Sounding out letters is an important part of learning to read, but the ability to focus on the task at hand and ignore distractions, or attentional control, is also important. Playing video games may offer one good way to help early readers hone these skills, a new study finds. It noted that playing action video games helped children develop their reading skills.

“Reading calls upon several other mechanisms we don’t necessarily think about, such as knowing how to move our eyes along the page and how to use our working memory to link words together in a sentence,” explained Daphne Bavelier, one of the coauthors of the study.

Studies have shown playing action video games helps adults and children enhance their reading skills by improving their attentional control, working memory and other cognitive skills. However, this research often focused on children with learning challenges such as dyslexia.

Action video games strengthened children’s ability to learn how to learn, including learning how to read.

Bavelier and a team of Swiss and Italian researchers wanted to see if action video games had similar benefits for children without learning challenges.

They designed a game called Skies of Manahawk that exercised working memory and cognitive flexibility, the ability to think about multiple concepts at once or switch between thinking about two different concepts as children played.

Over 150 Italian school children with no learning challenges were enrolled in the study. All went through six weeks of training on either Skies of Manahawk or Scratch, a game that teaches children how to code. They tested all the children’s ability to read words, non-words and paragraphs; and gave each a test that measured the child’s ability to control or maintain their attention.

The 79 children who played Skies of Manahawk showed a seven-fold improvement in attentional control and a better ability to remember the relationship to objects relative to one another compared to the 72 children who played Scratch.

The improvements in reading skills and attentional control in those who played Skies of Manahawk were maintained after six months, and small improvements in Italian, a core subject, were still seen after 18 months. “The effects are thus long-term, in line with action video games strengthening the ability to learn how to learn,” said Bavelier, a professor of psychology at the University of Geneva.

The researchers plan to adapt the game into German, French and English so they can determine if the benefits of video games on reading skills extend to other languages which present different challenges from Italian. An at-home version of Skies of Manahawk and tests of reading and attentional control will also be available to allow the game and pre- and post-training tests to be done at home, rather than taking time out of the school day.

The study is published in Nature Human Behaviour.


* **What is needed**:
Each line must appear in the answer exactly as it does in the data.

[Data records]
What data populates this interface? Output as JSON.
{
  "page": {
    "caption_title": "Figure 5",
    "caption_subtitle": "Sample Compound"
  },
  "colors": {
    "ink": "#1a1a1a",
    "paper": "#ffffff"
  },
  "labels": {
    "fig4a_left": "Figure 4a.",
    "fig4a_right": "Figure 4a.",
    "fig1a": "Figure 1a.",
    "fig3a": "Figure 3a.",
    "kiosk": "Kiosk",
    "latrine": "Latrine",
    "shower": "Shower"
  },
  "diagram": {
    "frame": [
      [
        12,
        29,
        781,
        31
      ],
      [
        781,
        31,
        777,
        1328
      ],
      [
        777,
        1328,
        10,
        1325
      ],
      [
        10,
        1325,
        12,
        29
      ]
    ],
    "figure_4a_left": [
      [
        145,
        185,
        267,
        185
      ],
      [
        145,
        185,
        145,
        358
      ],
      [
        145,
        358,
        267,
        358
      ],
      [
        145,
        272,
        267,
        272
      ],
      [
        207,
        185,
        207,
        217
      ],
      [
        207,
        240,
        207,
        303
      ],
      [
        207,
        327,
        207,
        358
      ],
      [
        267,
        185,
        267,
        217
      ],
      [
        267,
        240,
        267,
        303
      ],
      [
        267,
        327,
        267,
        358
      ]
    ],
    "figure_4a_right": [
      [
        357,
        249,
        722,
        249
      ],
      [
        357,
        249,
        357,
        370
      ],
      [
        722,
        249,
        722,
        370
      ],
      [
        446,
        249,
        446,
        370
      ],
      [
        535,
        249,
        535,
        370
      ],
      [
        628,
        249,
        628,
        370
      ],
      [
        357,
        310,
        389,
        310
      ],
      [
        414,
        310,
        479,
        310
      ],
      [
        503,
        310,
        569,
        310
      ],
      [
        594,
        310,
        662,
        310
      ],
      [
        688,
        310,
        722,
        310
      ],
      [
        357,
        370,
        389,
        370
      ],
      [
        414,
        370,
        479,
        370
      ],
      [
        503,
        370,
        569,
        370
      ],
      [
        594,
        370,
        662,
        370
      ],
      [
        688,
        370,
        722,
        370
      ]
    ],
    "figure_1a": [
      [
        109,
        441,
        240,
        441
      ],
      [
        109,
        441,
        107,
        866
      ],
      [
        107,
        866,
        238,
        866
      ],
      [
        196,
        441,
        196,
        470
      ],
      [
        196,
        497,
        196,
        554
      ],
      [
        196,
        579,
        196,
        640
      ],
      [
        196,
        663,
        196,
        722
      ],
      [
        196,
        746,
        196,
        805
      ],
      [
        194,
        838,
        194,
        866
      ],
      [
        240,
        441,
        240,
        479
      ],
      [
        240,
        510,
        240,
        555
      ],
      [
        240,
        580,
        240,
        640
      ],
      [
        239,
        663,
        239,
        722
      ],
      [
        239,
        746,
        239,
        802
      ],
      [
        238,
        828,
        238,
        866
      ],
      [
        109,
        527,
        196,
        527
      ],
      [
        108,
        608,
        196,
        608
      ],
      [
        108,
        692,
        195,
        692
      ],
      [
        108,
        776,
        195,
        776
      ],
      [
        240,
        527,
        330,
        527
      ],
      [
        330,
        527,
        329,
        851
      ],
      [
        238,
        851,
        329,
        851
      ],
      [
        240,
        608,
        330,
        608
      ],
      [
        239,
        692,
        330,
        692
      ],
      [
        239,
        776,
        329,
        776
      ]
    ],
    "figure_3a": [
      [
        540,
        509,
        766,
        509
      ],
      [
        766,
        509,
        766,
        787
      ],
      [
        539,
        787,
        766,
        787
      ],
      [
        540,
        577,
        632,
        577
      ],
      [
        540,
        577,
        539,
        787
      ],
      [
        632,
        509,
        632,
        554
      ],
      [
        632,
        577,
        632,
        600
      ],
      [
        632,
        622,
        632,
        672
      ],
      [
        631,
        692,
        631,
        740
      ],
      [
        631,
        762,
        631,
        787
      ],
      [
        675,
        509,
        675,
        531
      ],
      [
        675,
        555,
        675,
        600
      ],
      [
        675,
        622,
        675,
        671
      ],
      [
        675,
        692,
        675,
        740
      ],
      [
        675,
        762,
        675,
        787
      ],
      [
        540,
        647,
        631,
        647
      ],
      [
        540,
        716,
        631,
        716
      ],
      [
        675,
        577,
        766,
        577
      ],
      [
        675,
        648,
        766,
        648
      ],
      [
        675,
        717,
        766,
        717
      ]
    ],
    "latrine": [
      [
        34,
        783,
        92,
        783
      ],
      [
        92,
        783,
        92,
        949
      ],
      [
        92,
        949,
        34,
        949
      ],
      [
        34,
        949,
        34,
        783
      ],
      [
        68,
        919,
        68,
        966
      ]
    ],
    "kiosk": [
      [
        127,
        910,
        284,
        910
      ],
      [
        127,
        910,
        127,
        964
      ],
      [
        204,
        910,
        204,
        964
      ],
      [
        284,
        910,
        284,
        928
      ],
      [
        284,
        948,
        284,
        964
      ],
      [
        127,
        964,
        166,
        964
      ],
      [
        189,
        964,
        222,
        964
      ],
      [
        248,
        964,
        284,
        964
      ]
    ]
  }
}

* **Response area**:
What data populates this interface? Output as JSON.
{
  "page": {
    "caption_title": "Figure 5",
    "caption_subtitle": "Sample Compound"
  },
  "colors": {
    "ink": "#1a1a1a",
    "paper": "#ffffff"
  },
  "labels": {
    "fig4a_left": "Figure 4a.",
    "fig4a_right": "Figure 4a.",
    "fig1a": "Figure 1a.",
    "fig3a": "Figure 3a.",
    "kiosk": "Kiosk",
    "latrine": "Latrine",
    "shower": "Shower"
  },
  "diagram": {
    "frame": [
      [
        12,
        29,
        781,
        31
      ],
      [
        781,
        31,
        777,
        1328
      ],
      [
        777,
        1328,
        10,
        1325
      ],
      [
        10,
        1325,
        12,
        29
      ]
    ],
    "figure_4a_left": [
      [
        145,
        185,
        267,
        185
      ],
      [
        145,
        185,
        145,
        358
      ],
      [
        145,
        358,
        267,
        358
      ],
      [
        145,
        272,
        267,
        272
      ],
      [
        207,
        185,
        207,
        217
      ],
      [
        207,
        240,
        207,
        303
      ],
      [
        207,
        327,
        207,
        358
      ],
      [
        267,
        185,
        267,
        217
      ],
      [
        267,
        240,
        267,
        303
      ],
      [
        267,
        327,
        267,
        358
      ]
    ],
    "figure_4a_right": [
      [
        357,
        249,
        722,
        249
      ],
      [
        357,
        249,
        357,
        370
      ],
      [
        722,
        249,
        722,
        370
      ],
      [
        446,
        249,
        446,
        370
      ],
      [
        535,
        249,
        535,
        370
      ],
      [
        628,
        249,
        628,
        370
      ],
      [
        357,
        310,
        389,
        310
      ],
      [
        414,
        310,
        479,
        310
      ],
      [
        503,
        310,
        569,
        310
      ],
      [
        594,
        310,
        662,
        310
      ],
      [
        688,
        310,
        722,
        310
      ],
      [
        357,
        370,
        389,
        370
      ],
      [
        414,
        370,
        479,
        370
      ],
      [
        503,
        370,
        569,
        370
      ],
      [
        594,
        370,
        662,
        370
      ],
      [
        688,
        370,
        722,
        370
      ]
    ],
    "figure_1a": [
      [
        109,
        441,
        240,
        441
      ],
      [
        109,
        441,
        107,
        866
      ],
      [
        107,
        866,
        238,
        866
      ],
      [
        196,
        441,
        196,
        470
      ],
      [
        196,
        497,
        196,
        554
      ],
      [
        196,
        579,
        196,
        640
      ],
      [
        196,
        663,
        196,
        722
      ],
      [
        196,
        746,
        196,
        805
      ],
      [
        194,
        838,
        194,
        866
      ],
      [
        240,
        441,
        240,
        479
      ],
      [
        240,
        510,
        240,
        555
      ],
      [
        240,
        580,
        240,
        640
      ],
      [
        239,
        663,
        239,
        722
      ],
      [
        239,
        746,
        239,
        802
      ],
      [
        238,
        828,
        238,
        866
      ],
      [
        109,
        527,
        196,
        527
      ],
      [
        108,
        608,
        196,
        608
      ],
      [
        108,
        692,
        195,
        692
      ],
      [
        108,
        776,
        195,
        776
      ],
      [
        240,
        527,
        330,
        527
      ],
      [
        330,
        527,
        329,
        851
      ],
      [
        238,
        851,
        329,
        851
      ],
      [
        240,
        608,
        330,
        608
      ],
      [
        239,
        692,
        330,
        692
      ],
      [
        239,
        776,
        329,
        776
      ]
    ],
    "figure_3a": [
      [
        540,
        509,
        766,
        509
      ],
      [
        766,
        509,
        766,
        787
      ],
      [
        539,
        787,
        766,
        787
      ],
      [
        540,
        577,
        632,
        577
      ],
      [
        540,
        577,
        539,
        787
      ],
      [
        632,
        509,
        632,
        554
      ],
      [
        632,
        577,
        632,
        600
      ],
      [
        632,
        622,
        632,
        672
      ],
      [
        631,
        692,
        631,
        740
      ],
      [
        631,
        762,
        631,
        787
      ],
      [
        675,
        509,
        675,
        531
      ],
      [
        675,
        555,
        675,
        600
      ],
      [
        675,
        622,
        675,
        671
      ],
      [
        675,
        692,
        675,
        740
      ],
      [
        675,
        762,
        675,
        787
      ],
      [
        540,
        647,
        631,
        647
      ],
      [
        540,
        716,
        631,
        716
      ],
      [
        675,
        577,
        766,
        577
      ],
      [
        675,
        648,
        766,
        648
      ],
      [
        675,
        717,
        766,
        717
      ]
    ],
    "latrine": [
      [
        34,
        783,
        92,
        783
      ],
      [
        92,
        783,
        92,
        949
      ],
      [
        92,
        949,
        34,
        949
      ],
      [
        34,
        949,
        34,
        783
      ],
      [
        68,
        919,
        68,
        966
      ]
    ],
    "kiosk": [
      [
        127,
        910,
        284,
        910
      ],
      [
        127,
        910,
        127,
        964
      ],
      [
        204,
        910,
        204,
        964
      ],
      [
        284,
        910,
        284,
        928
      ],
      [
        284,
        948,
        284,
        964
      ],
      [
        127,
        964,
        166,
        964
      ],
      [
        189,
        964,
        222,
        964
      ],
      [
        248,
        964,
        284,
        964
      ]
    ]
  }
}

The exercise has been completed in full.